Long concerned with spiritual matters, Coltrane (whose spiritual name was "Turiyasangitananda") founded a center for Eastern spiritual study called the Vedanta Center in 1975. She began a long hiatus from public and recorded performance, though her 1981 appearance on Marian McPartland's Piano Jazz radio series was released by Jazz Alliance. In 1987, she led a quartet that included her sons Ravi and Oran in a John Coltrane tribute concert at the Cathedral of St. John the Divine in New York City. Coltrane returned to public performance in 1998 at a Town Hall Concert with Ravi and again at Joe's Pub in Manhattan in 2002.
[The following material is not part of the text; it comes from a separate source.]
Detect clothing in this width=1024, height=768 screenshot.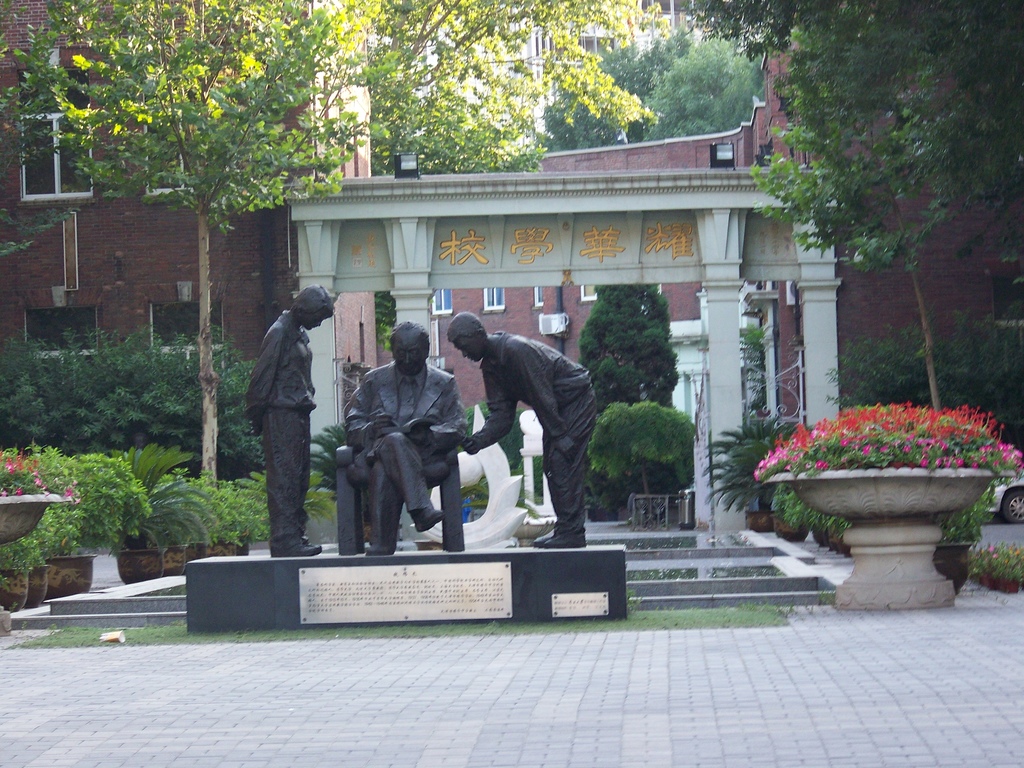
Detection: bbox=(241, 307, 315, 554).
Long concerned with spiritual matters, Coltrane (whose spiritual name was "Turiyasangitananda") founded a center for Eastern spiritual study called the Vedanta Center in 1975. She began a long hiatus from public and recorded performance, though her 1981 appearance on Marian McPartland's Piano Jazz radio series was released by Jazz Alliance. In 1987, she led a quartet that included her sons Ravi and Oran in a John Coltrane tribute concert at the Cathedral of St. John the Divine in New York City. Coltrane returned to public performance in 1998 at a Town Hall Concert with Ravi and again at Joe's Pub in Manhattan in 2002.
She began recording again in 2000 and eventually issued the stellar Translinear Light on the Verve label in 2004. Produced by Ravi, it featured Coltrane
on piano, organ, and synthesizer, in a host of playing situations with
luminary collaborators that included not only her sons, but also Charlie Haden, Jack DeJohnette, Jeff "Tain" Watts, and James Genus. After the release of Translinear Light,
she began playing live more frequently, including a date in Paris
shortly after Hurricane Katrina in 2005, and a brief tour in fall 2006
with Ravi. Coltrane died on January 12, 2007, of respiratory failure at Los Angeles' West Hills Hospital and Medical Center.
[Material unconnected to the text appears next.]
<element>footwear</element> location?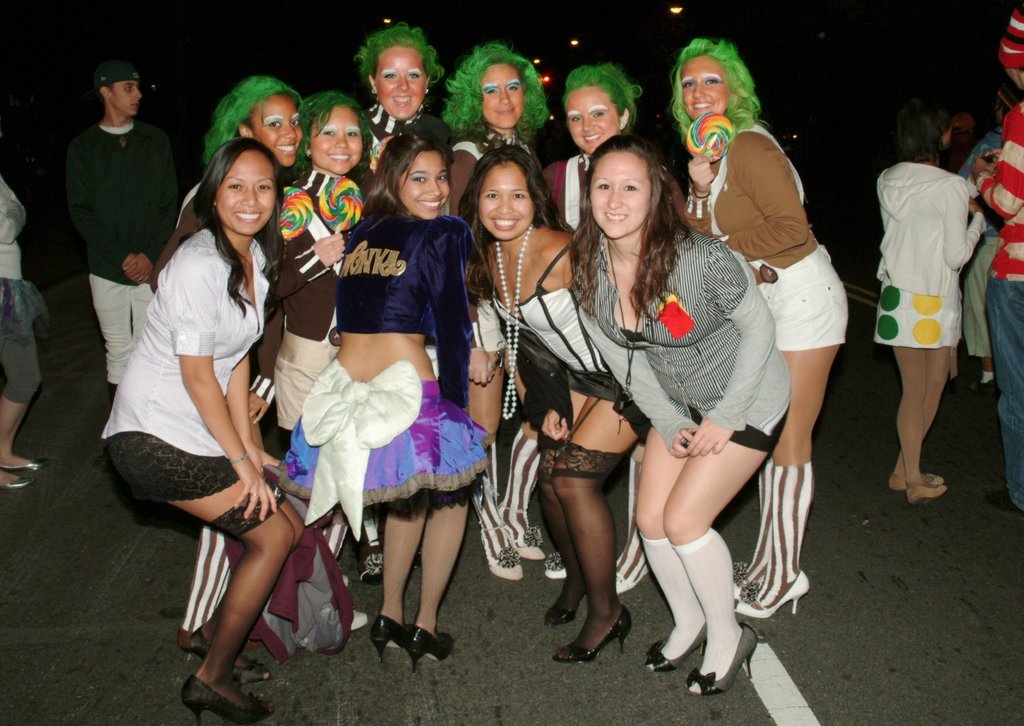
(342,574,351,588)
During her long time away from the spotlight, Coltrane
spent her time and effort on her Vedanta Center. By 1983, she had
expanded it to become the 48-acre Sai Anantam Ashram in the Agoura
Hills, outside of Los Angeles -- home to a spiritual community. Though
she was not active in the jazz world, Coltrane
quietly recorded music at the ashram and distributed it to her
community's members on four privately pressed -- but professionally
recorded -- cassette tapes from the mid-'80s to the mid-'90s: Turiya Sings, Divine Songs, Infinite Chants, and Glorious Chants. The cassettes represented the expressive side of Coltrane's
practice, displaying an intensely original sound inspired by the gospel
music from the Detroit churches she grew up in, Indian devotional music
and chants, and of course, improvisation, played on harp, eastern
percussion, synthesizers, organs, and strings (she wrote the
arrangements) accompanied by the Sai Antaram Ashram Singers and membership. They also display Coltrane singing for the first time. Luaka Bop sought out the original masters, assisted by Coltrane's children. Enlisting original engineer Baker Bigsby, the label assembled a compilation from the four tapes. Entitled World Spirituality Classics 1: The Ecstatic Music of Alice Coltrane Turiyasangitananda,
it was released in May of 2017 to commemorate both her 80th birthday
and in remembrance of the tenth anniversary of her death. The package
included a lengthy liner essay by jazz historian Ashley Khan, Mark "Frosty" McNeil's Master's thesis, interviews with family, ashram members, and colleagues, and a remembrance by Surya Botofasina in conversation with Andy Beta.
Alice Coltrane
For more than five decades, the Coltrane name remains at the forefront of modern music. It is lauded throughout the United States as well as internationally where it has received great acclaim. The musical offerings cover an eclectic variety of artistic expressions recorded on ABC Impulse, Warner Bros., and Impulse- Universal.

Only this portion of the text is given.